One of the most salutary lessons any editor or publisher can do is to spend a day treading the shop floors with a sales rep. Because it’s all very well negotiating with agents, commissioning books and working on the editorial nuances of the text, but unless you’ve got a clear idea of what it’s like out there at the coal face – till point? – all that hard work counts for nothing.
I used to be a bookseller many moons ago. When I first moved to London, back in the mid 1990s, I worked at Waterstone’s in Hampstead. The salary was south of £10,000, yet the shop was bursting full of bright and committed booksellers who had a real passion for books. This was in the days when booksellers had responsibility for their own sections and when ‘scale-outs’ of titles chosen by head office was only just beginning. It was a fun place – and a fun time to work. And in terms of publishing, I always think that sort of experience gives you an edge over those who have come in to the business straight from finishing their English Literature degree.
Today it’s all different. The bookshops are being squeezed on both sides: on range by Amazon and the Internet sellers; on price by the supermarkets. It’s all a bit grim. Times have been ‘tough’ on the high street for as long as I can remember. Which is not great, when you’ve got a new list of books to sell in.
Thursday, 24 May 2007
Tuesday, 15 May 2007
‘I thought I’d send you the whole manuscript anyway’
Another tip for sending in a submission to a publisher – send in what they ask for. Everyone has their own guidelines: find out what they are and follow them. Personally, I like a decent synopsis and a couple of sample chapters. That way, I can see if the book has legs, and whether the writer can actually write. If it’s good, I’ll ask for more. But not before. Writers who ignore such requests and send in the whole thing anyway I don’t tend to look favourably on. It’s a waste of the editor’s time. And more importantly, it’s a waste of trees.
Conversely, I’m not a huge fan of those writers who fire out emails with half a dozen book ideas, each a couple of lines long, and then expect a full length critique on the merits of each one. Not so much full of ideas as full of it. I say: come back when you’ve done some work.
Conversely, I’m not a huge fan of those writers who fire out emails with half a dozen book ideas, each a couple of lines long, and then expect a full length critique on the merits of each one. Not so much full of ideas as full of it. I say: come back when you’ve done some work.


• TASK BRIEF:
Only an exact repetition of the lines from the one holding "This is a w=683, h=1024" to the end of the data is wanted, with pictures left out.

--- PROVIDED MATERIAL ---

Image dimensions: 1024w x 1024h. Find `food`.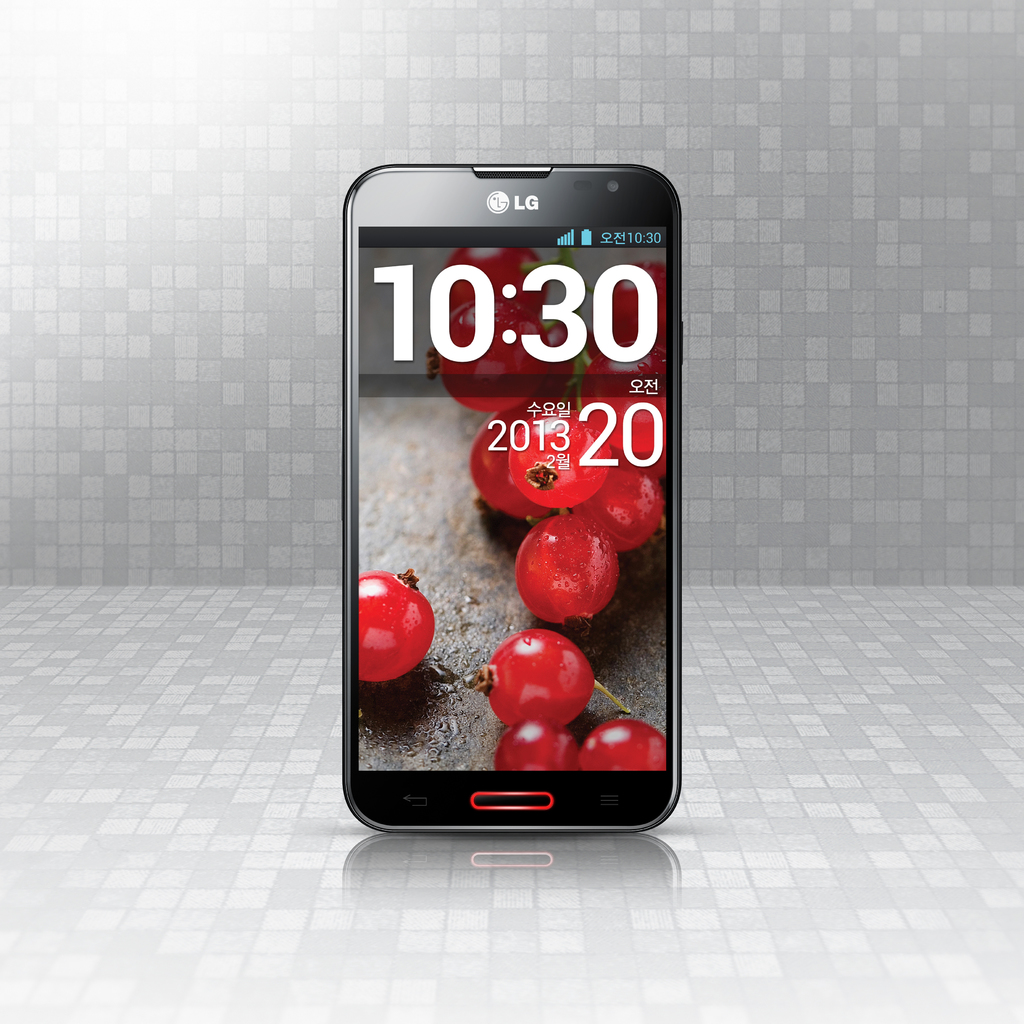
360/567/436/683.
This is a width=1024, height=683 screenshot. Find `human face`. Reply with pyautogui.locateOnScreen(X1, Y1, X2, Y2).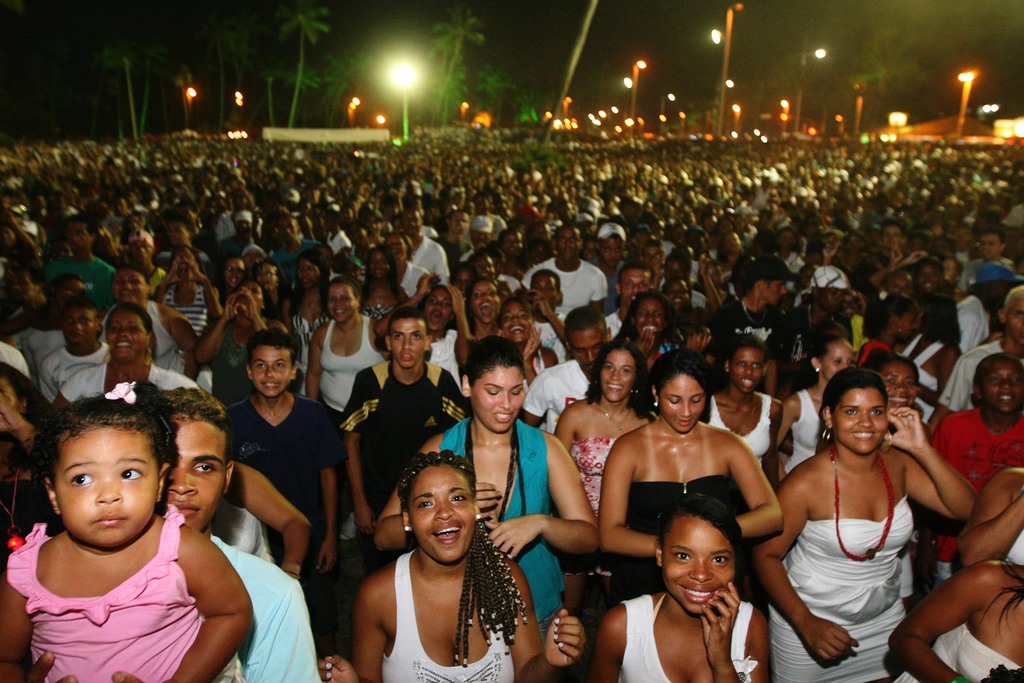
pyautogui.locateOnScreen(843, 295, 857, 315).
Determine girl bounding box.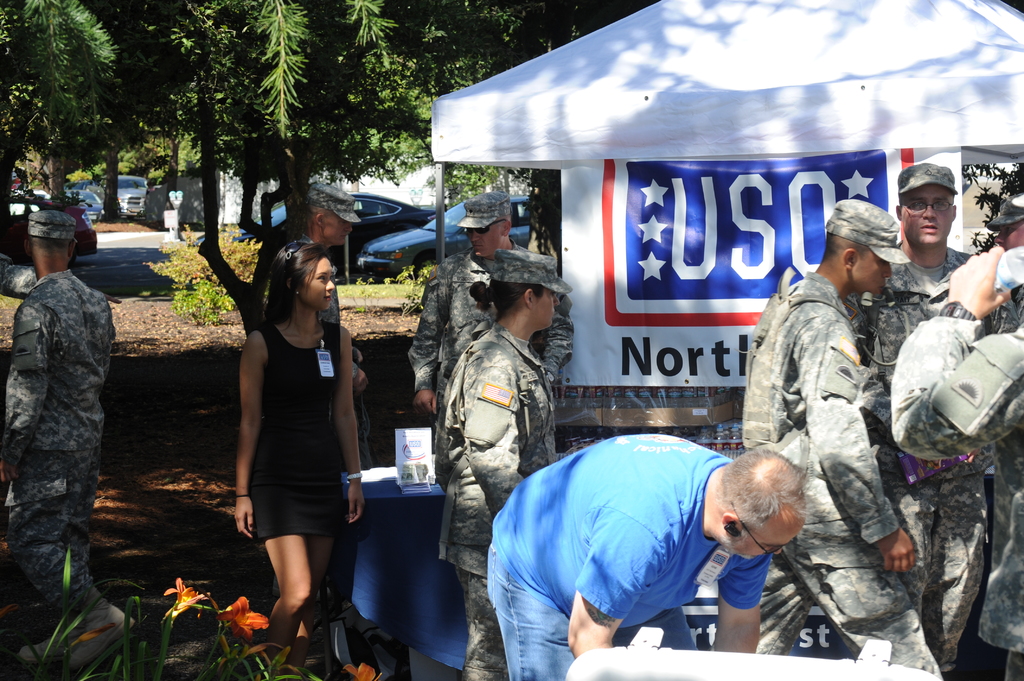
Determined: <region>234, 238, 366, 680</region>.
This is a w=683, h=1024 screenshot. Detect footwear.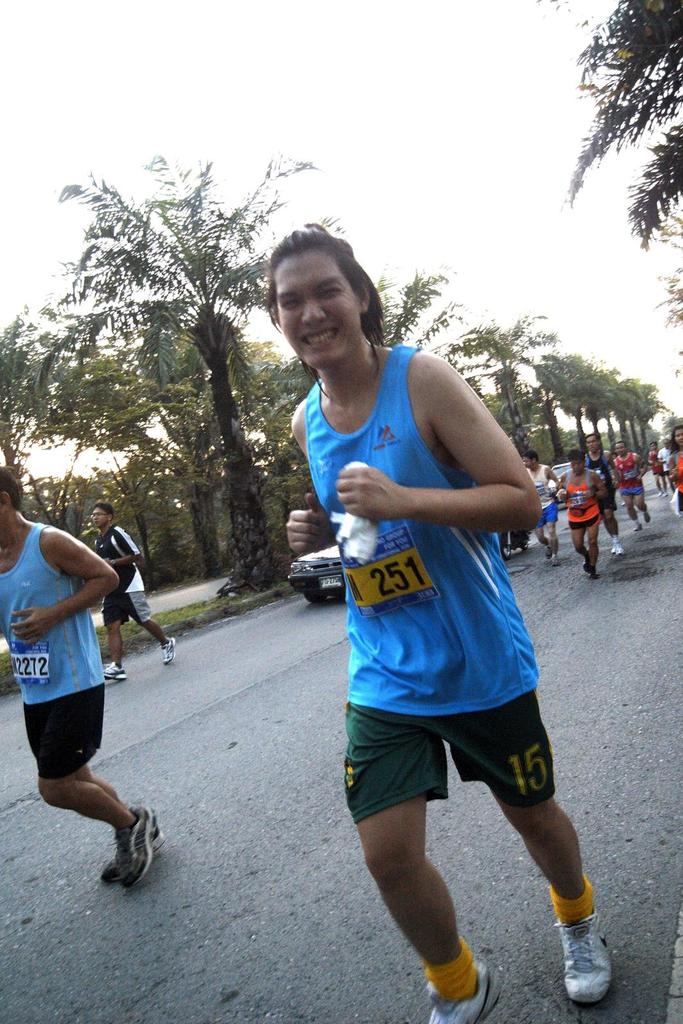
[left=97, top=812, right=166, bottom=884].
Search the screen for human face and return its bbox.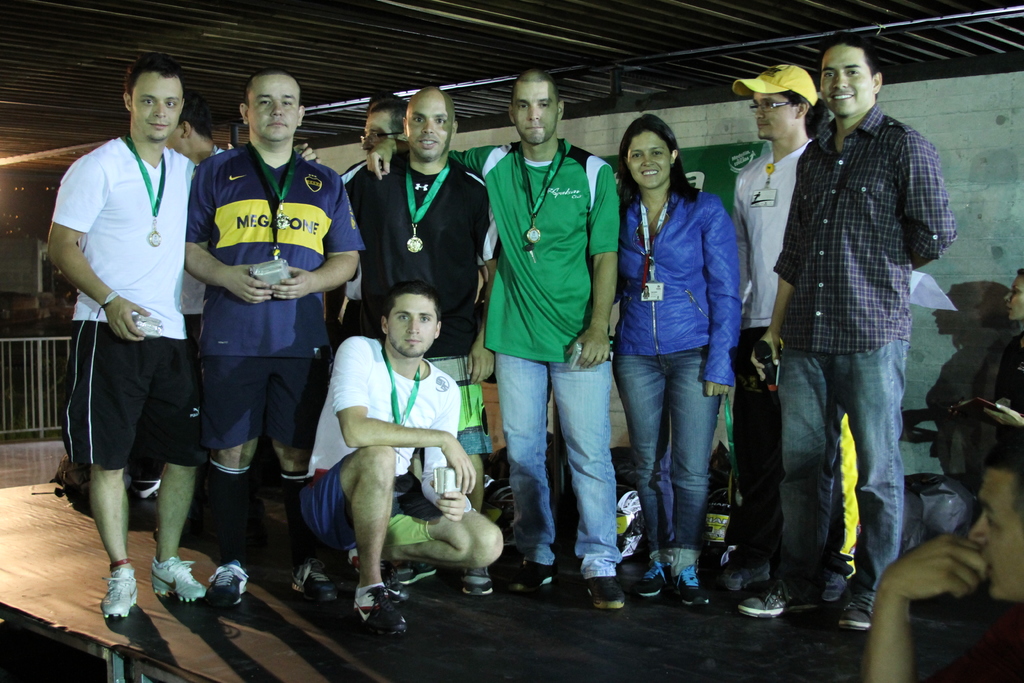
Found: (383,290,435,362).
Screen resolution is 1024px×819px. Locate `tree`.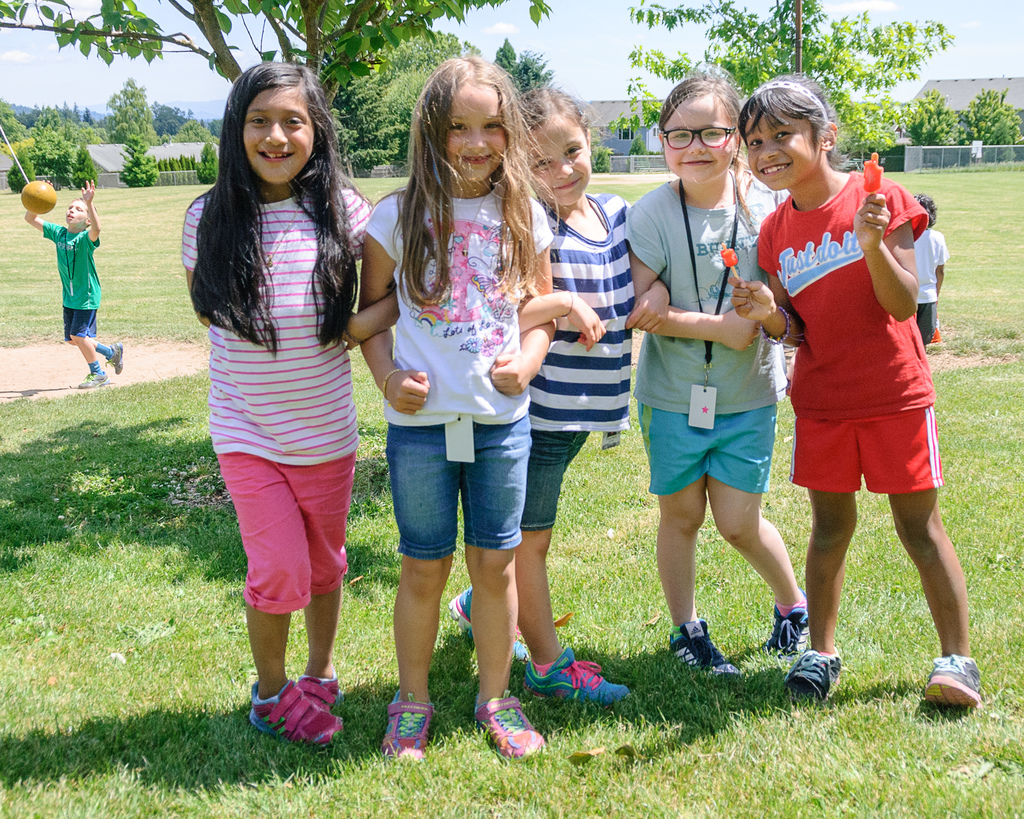
select_region(612, 93, 719, 131).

---

• REPLY TO THE EXERCISE:
This is a w=683, h=1024 screenshot. Detect footwear.
[left=97, top=812, right=166, bottom=884].
Search the screen for human face and return its bbox.
Found: (383,290,435,362).
Screen resolution is 1024px×819px. Locate `tree`.
select_region(612, 93, 719, 131).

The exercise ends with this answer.